UK PM Cameron says to campaign for European Union if successful in renegotiation
Mr Cameron urged Russia’s president Vladimir Putin to work with Europe and the United States to fight IS and not to prop up the Assad regime.
Cabinet sources claimed that ministers had been gagged from speaking out about Europe at the conference fringe.
“The prime minister has said he wants fundamental change”.
The ECHR has ruled against the U.K.’s blanket ban on giving convicted prisoners the vote four times in the past.
He has made it clear that he wishes to push for Britain to stay in.

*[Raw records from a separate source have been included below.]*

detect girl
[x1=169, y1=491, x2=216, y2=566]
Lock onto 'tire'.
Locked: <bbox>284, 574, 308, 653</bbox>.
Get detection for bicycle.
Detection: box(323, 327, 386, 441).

A few of it is costly for us and quite frankly ridiculous.
Business minister Sajid Javid, seen as potential future candidate for the Conservative leadership, refused to say if he would want to leave the European Union if Cameron failed in his renegotiation.

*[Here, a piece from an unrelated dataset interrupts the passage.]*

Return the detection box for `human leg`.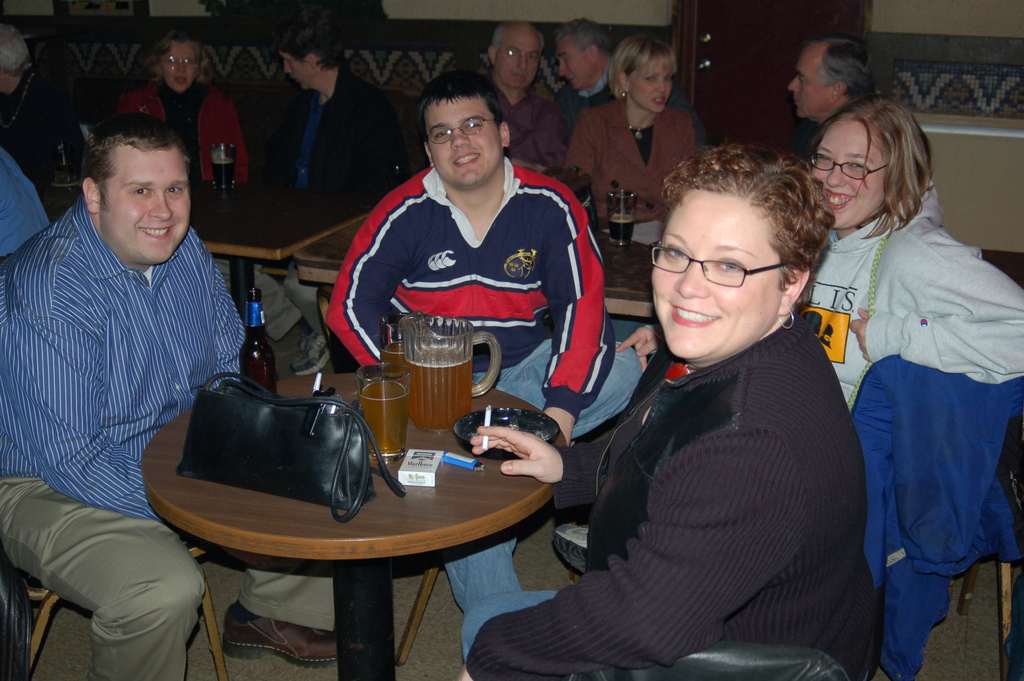
<box>0,475,200,680</box>.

Britain’s opposition Labour party set up the “Labour Yes” group earlier this year to shore up support for the pro-Europe campaign.
James Penfold, 44, a nuclear waste scientist, said: “I think they’re taking the cuts way too far”. “But right now I am fighting to get these things and I can’t guarantee I will get them”.

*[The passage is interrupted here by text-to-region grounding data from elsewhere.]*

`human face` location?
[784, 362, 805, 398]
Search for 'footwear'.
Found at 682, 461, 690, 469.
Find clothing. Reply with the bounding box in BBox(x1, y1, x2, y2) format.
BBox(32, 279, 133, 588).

Mr Cameron admitted his demands would never satisfy Eurosceptics such as former environment secretary Owen Paterson.
As president of the “Conservatives for Britain” group he said he will call for Britain to leave the 28-nation bloc, “unless there is real reform”.
Mr Cameron insisted he would hold firm, despite warnings that the policy could become politically toxic.
A flash mob at Manchester Piccadilly railway station featured protesters waving placards reading “Tories not welcome, go home” and a knitted banner reading “don’t stitch us up”.
Divisions over European Union membership threaten to overshadow the Tory conference in Manchester.
This summer, Mr Cameron appeared to suggest dissenters would have to resign, and junior environment minister James Wharton told the BBC that they could not remain in government.
The Conservatives used the summer Budget to commit to spending 2 per cent of Britain’s GDP on defence. “It does not work”, he said in an interview in the Guardian newspaper.
“I think it would be a catastrophic mistake of huge proportions if we were to play into that rise in populism, us and them politics, by turning our backs on our own European hemisphere”.
“We will then look at what we have achieved and that’s the time to make up our mind up”.
“It is obvious that (finance minister) George Osborne is at the moment in pole position… but things can change quite quickly”, said Mr Tim Bale, a professor of political science at Queen Mary University in London. “No to abuse of our welfare system”, Hammond said.
In the e-mail to members, Lord Feldman said: “You may be aware that a protest march planned by the TUC will take place on Sunday the 4th of October to coincide with the start of our Conference”.
‘We have shown that we have the reach, the capability and the determination to hunt you down’.